We have learned to not be content with what we’ve got but to always strive for more, to always want what’s bigger, better and newer.
Unfortunately, this can spill over into our relationships with our spouses. Rather than being content and learning to find satisfaction with who are married to, we constantly try to define what the ‘perfect’ spouse should be like and we then get frustrated, disappointed and disillusioned when our partners don’t fit the mold we’ve created.
Nothing reminds me of this more than a comment my first boss made to me.
I was eighteen, had just left school and was working in an office with two guys who were both in their forties. Every so often, one or other of my female friends from school would drop by to say hi. One day, my boss was being particularly flirtatious with one of these girls and I asked him about it later.
His response to me was, “When I was eighteen, I liked slim, blond, eighteen year old girls. Now I’m forty-something but my tastes haven’t changed. I still prefer slim, blond, eighteen year old girls.”
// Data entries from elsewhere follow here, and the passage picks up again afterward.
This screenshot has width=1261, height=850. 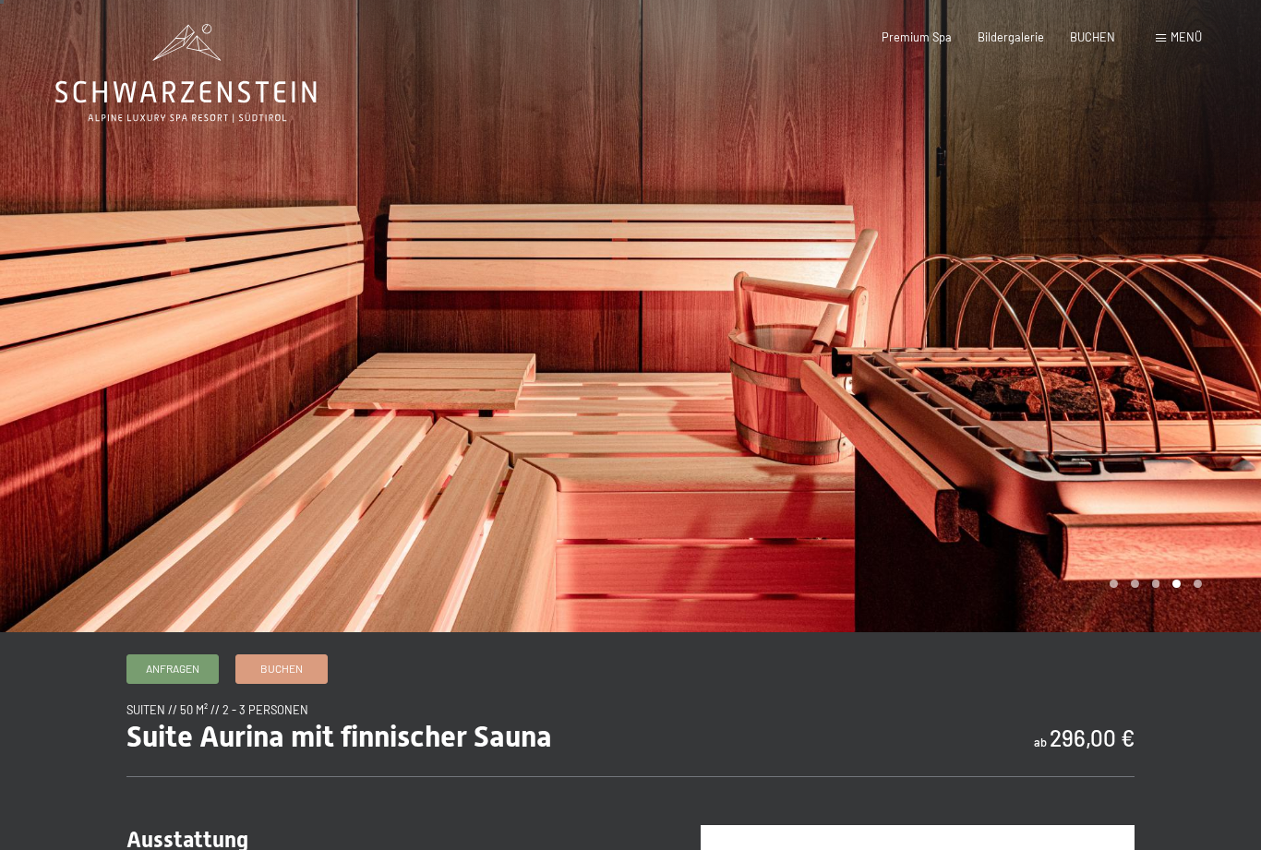 What do you see at coordinates (1010, 37) in the screenshot?
I see `a: Bildergalerie` at bounding box center [1010, 37].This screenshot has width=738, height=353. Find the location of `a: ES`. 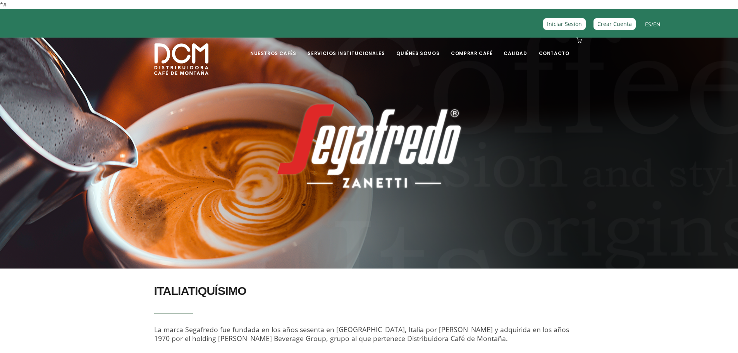

a: ES is located at coordinates (648, 24).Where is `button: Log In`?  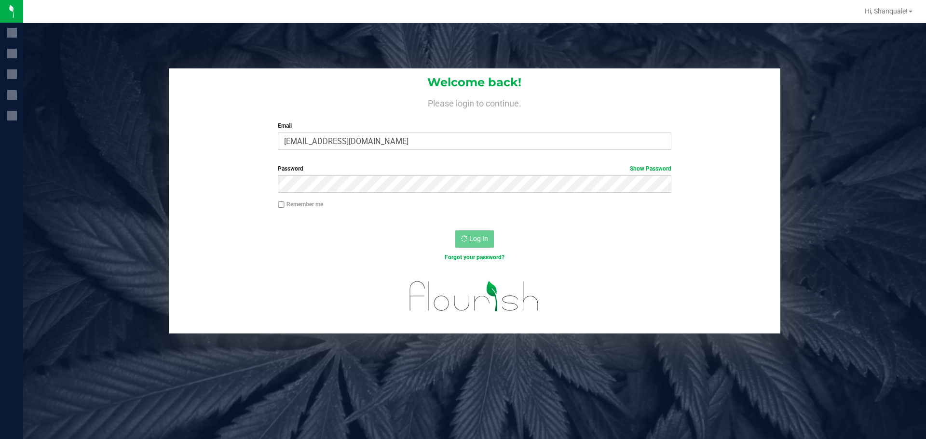
button: Log In is located at coordinates (475, 239).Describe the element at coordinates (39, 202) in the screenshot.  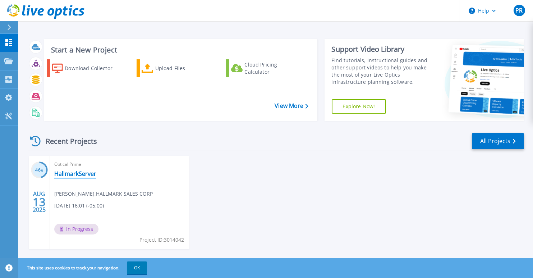
I see `span: 13` at that location.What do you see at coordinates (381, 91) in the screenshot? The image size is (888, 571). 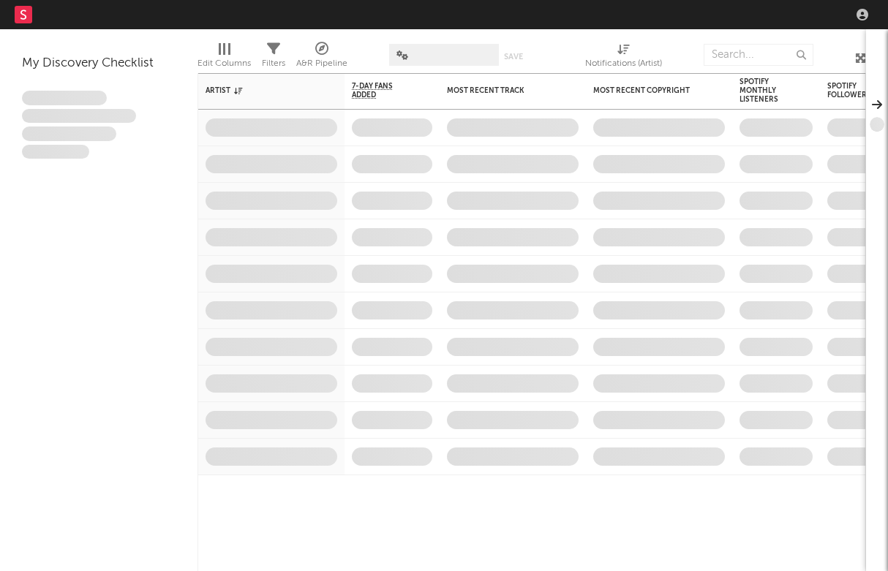 I see `span: 7-Day Fans Added` at bounding box center [381, 91]. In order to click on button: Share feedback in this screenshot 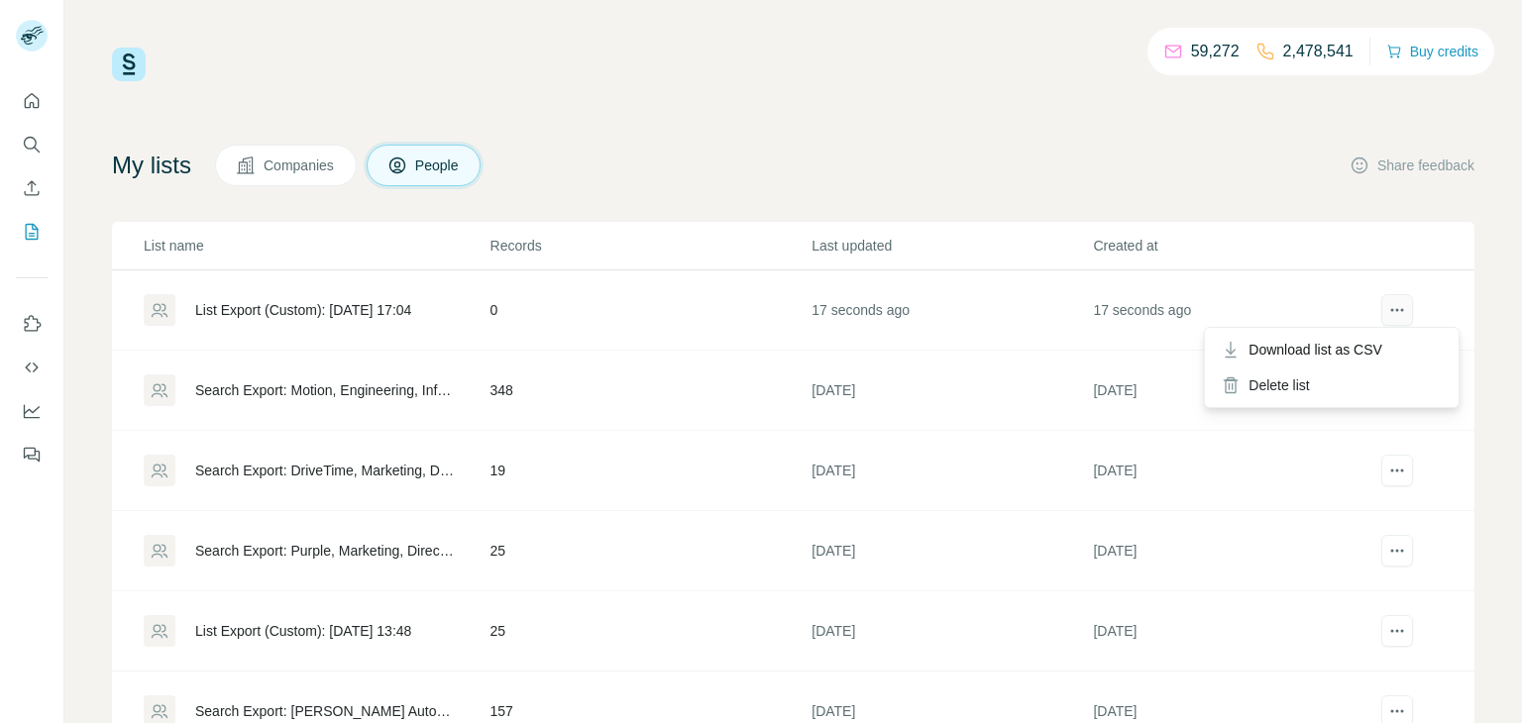, I will do `click(1412, 165)`. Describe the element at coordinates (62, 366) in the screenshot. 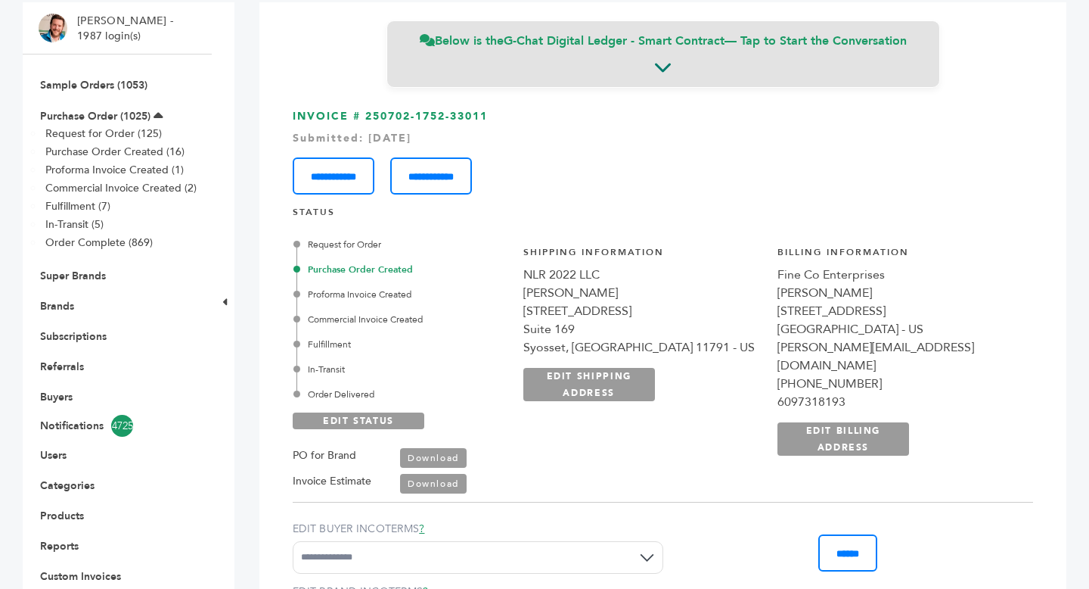

I see `a: Referrals` at that location.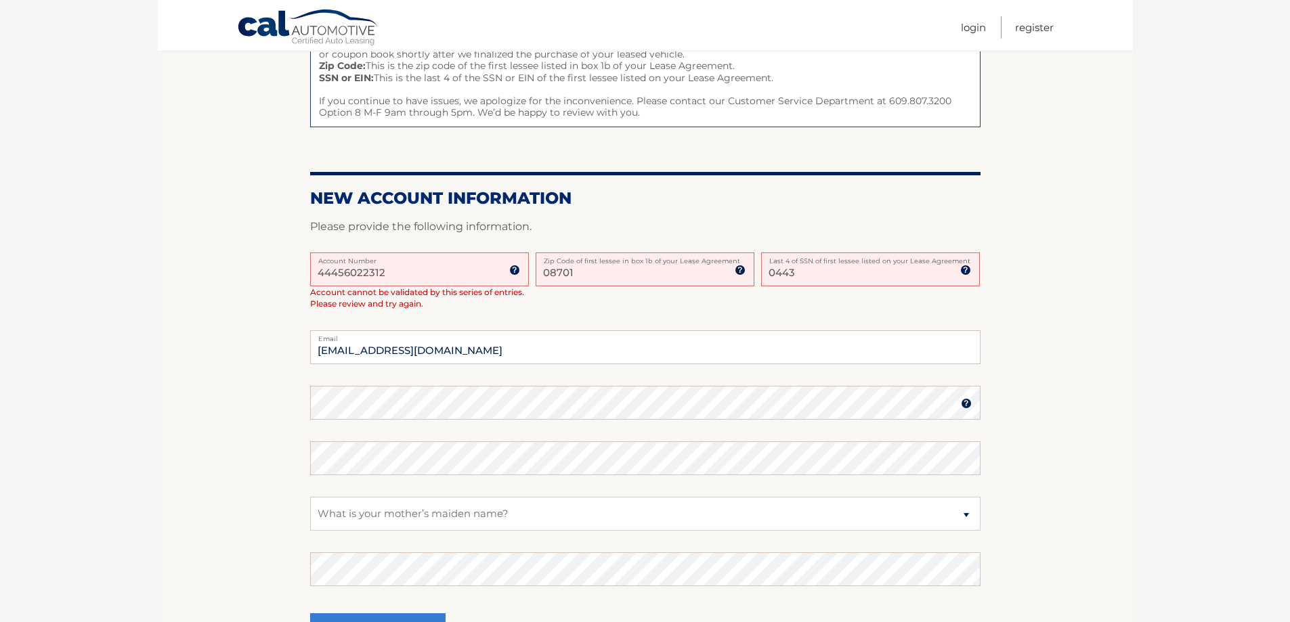 The width and height of the screenshot is (1290, 622). What do you see at coordinates (645, 66) in the screenshot?
I see `span: Some things to keep in mind when creating your profile. This is an 11 digit number starting with ...` at bounding box center [645, 66].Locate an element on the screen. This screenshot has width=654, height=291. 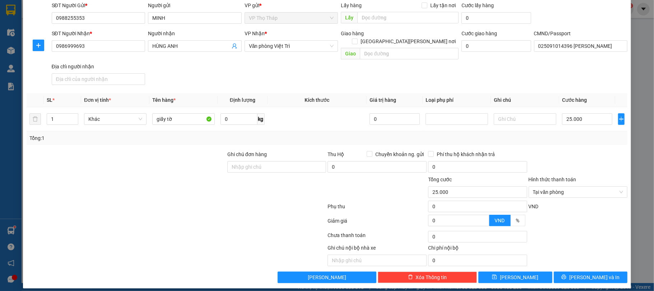
span: printer is located at coordinates (564, 277).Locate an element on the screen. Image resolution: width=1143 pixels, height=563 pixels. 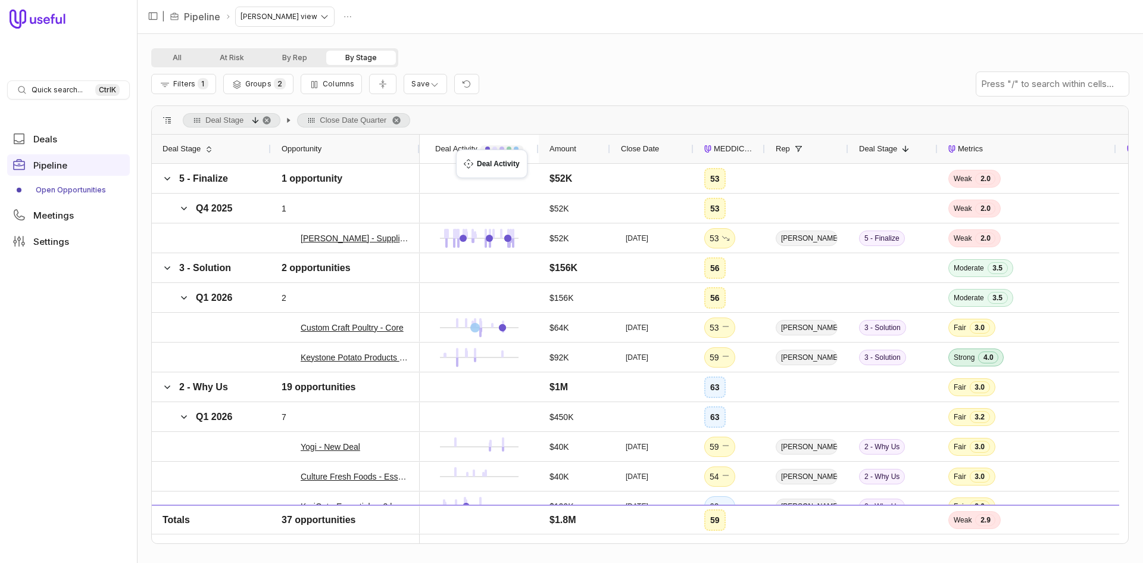
button: Columns is located at coordinates (331, 84).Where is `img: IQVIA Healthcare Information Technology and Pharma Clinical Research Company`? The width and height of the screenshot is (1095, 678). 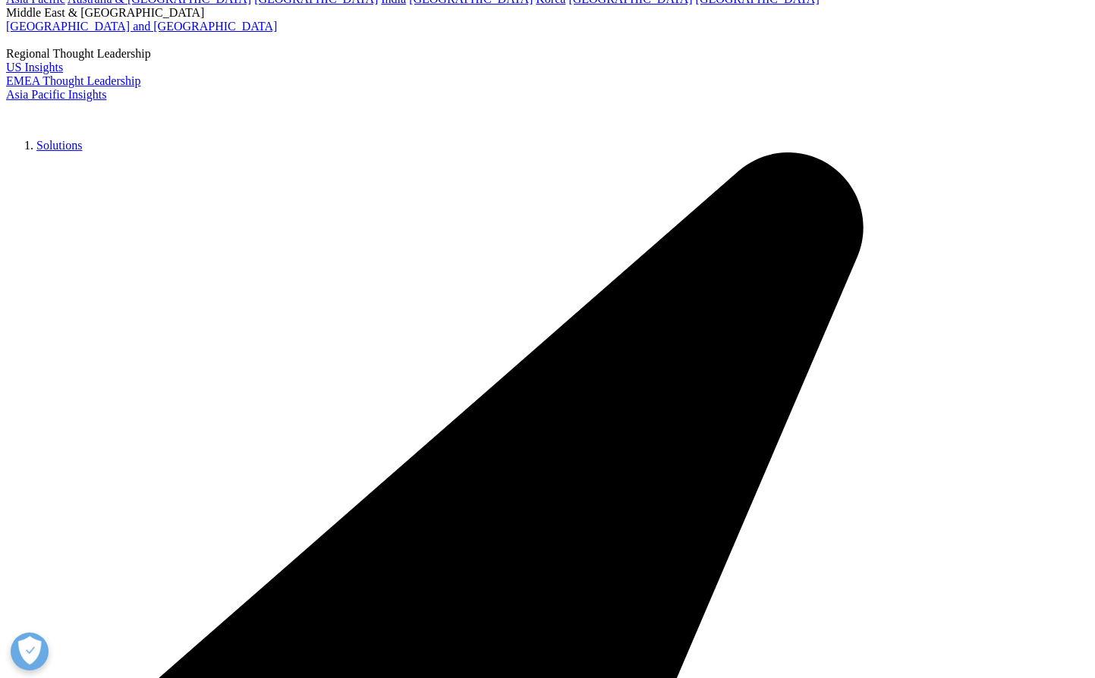 img: IQVIA Healthcare Information Technology and Pharma Clinical Research Company is located at coordinates (67, 112).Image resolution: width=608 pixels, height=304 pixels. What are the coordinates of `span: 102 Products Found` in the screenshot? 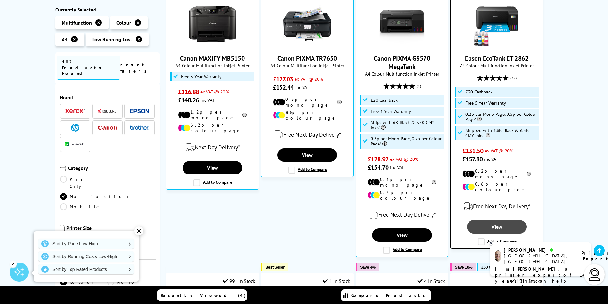 It's located at (89, 68).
What a sad statement for his wife. This man’s wife is very attractive but she certainly isn’t eighteen any more. A couple of decades and two children later she’s probably not as slim as she once was – and I don’t think she’s ever been blond! So when describing the type of woman he likes, her husband, the love of her life, describes someone completely different to her.
Now, I’m sure he loves her and treats her well but, by his own admission, when he looks at his wife he sees someone who is not his ideal woman. I dread to think what might happen if his ‘ideal woman’ came along and made advances toward him.
His situation is not unusual – but there is a solution. Visit Makeadiff21.com to read my suggestion.